Digital image of my thumb, to be sent to Sacramento to see if I’m gonna turn into a suspect in any crimes. It’s part of obtaining a business license in the City of San Francisco. No way around it. “It’s a police state,” I say to the gentleman rolling my finger over the glass lens. He squirts water from a bottle to help the pattern in the fingertip pronounce. “Yes it is. It’s a police country.” He doesn’t seem to care either way. He speaks with an Indian accent, I’m tempted to ask if he’s Gujrati, like my friend Chiraag’s parents. I decide that is irrelevant.
“There’s no problem with my real name,” I hear a woman saying to the officer we’ve all talked to at window 10. He routes everyone through to the proper channel in the Police department. “Is that because when you get arrested you don’t give your real name?” he asks. “Yes,” she answers. The man laughs. He is built like an off duty cop, I wonder if he got busted to this paperwork nightmare for beating someone important up in a holding tank. He was doing a crossword when I came up to the window. He wasn’t thrilled to see me.
I had just come from another office where I put out my index finger, dipped it in ink and stamped it on a piece of paper.
“Take this paper down the hall, turn right and take a number. They’re gonna fingerprint you there.”

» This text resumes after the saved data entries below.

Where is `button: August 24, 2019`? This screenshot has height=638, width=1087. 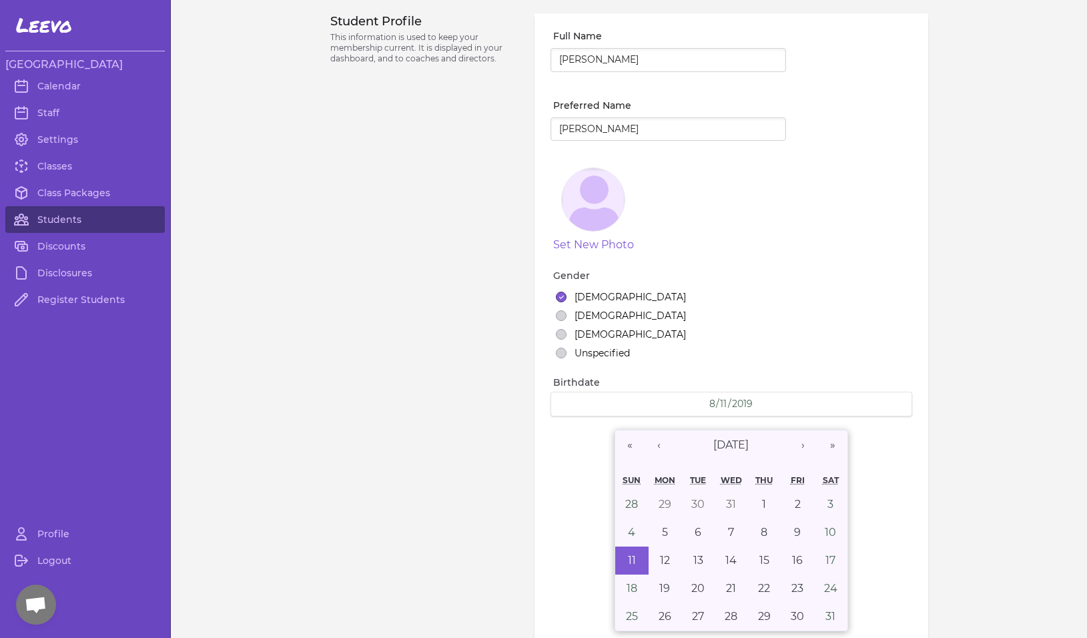 button: August 24, 2019 is located at coordinates (831, 589).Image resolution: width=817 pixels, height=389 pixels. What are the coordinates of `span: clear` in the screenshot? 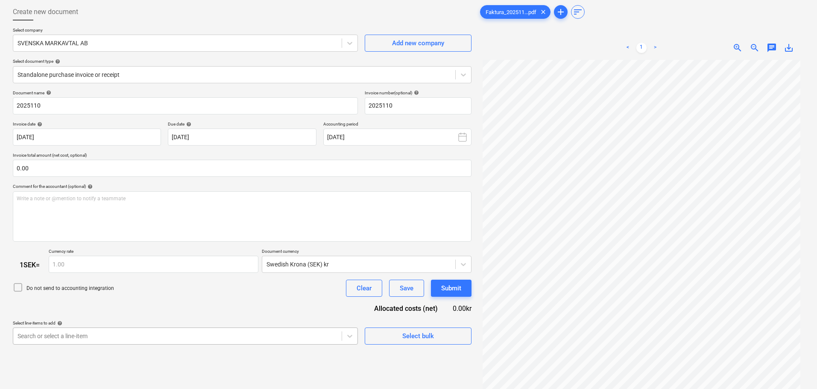 It's located at (543, 12).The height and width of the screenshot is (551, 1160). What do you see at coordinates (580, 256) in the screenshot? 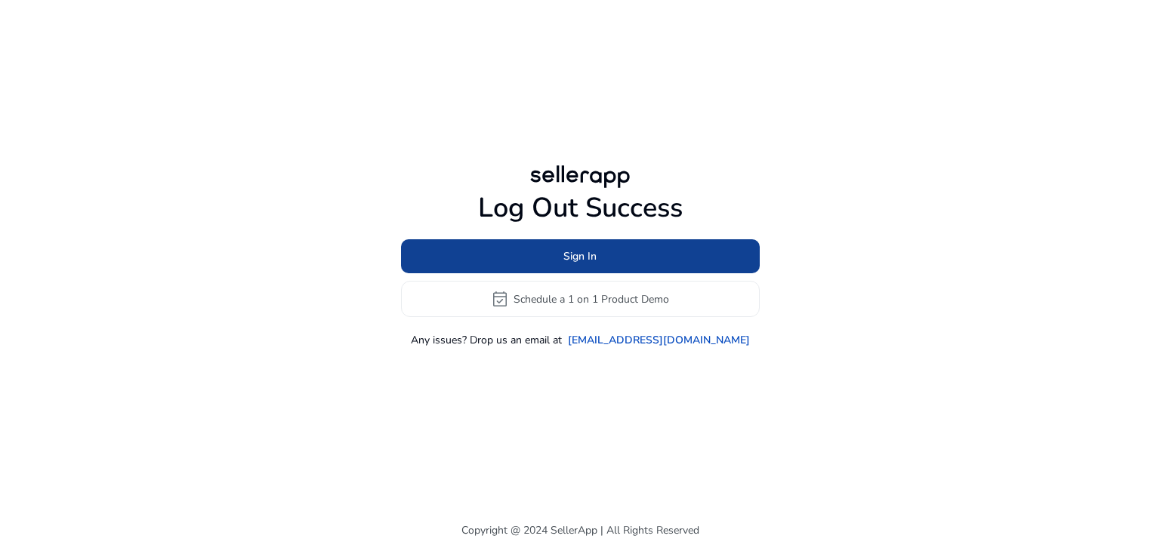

I needed to be fingerprinted to be fingerprinted. “Is this ink on my fingertip gonna mess up the scanner?” I ask the grey mustached Indian man. “Not a problem,” he answered.
I go before a board for a hearing in a few weeks, and they will decide if I am qualified to be licensed by The City to haul junk. If so, then I am issued a metal badge. Basically I’m deputized as an independent garbage man. Then it’s on.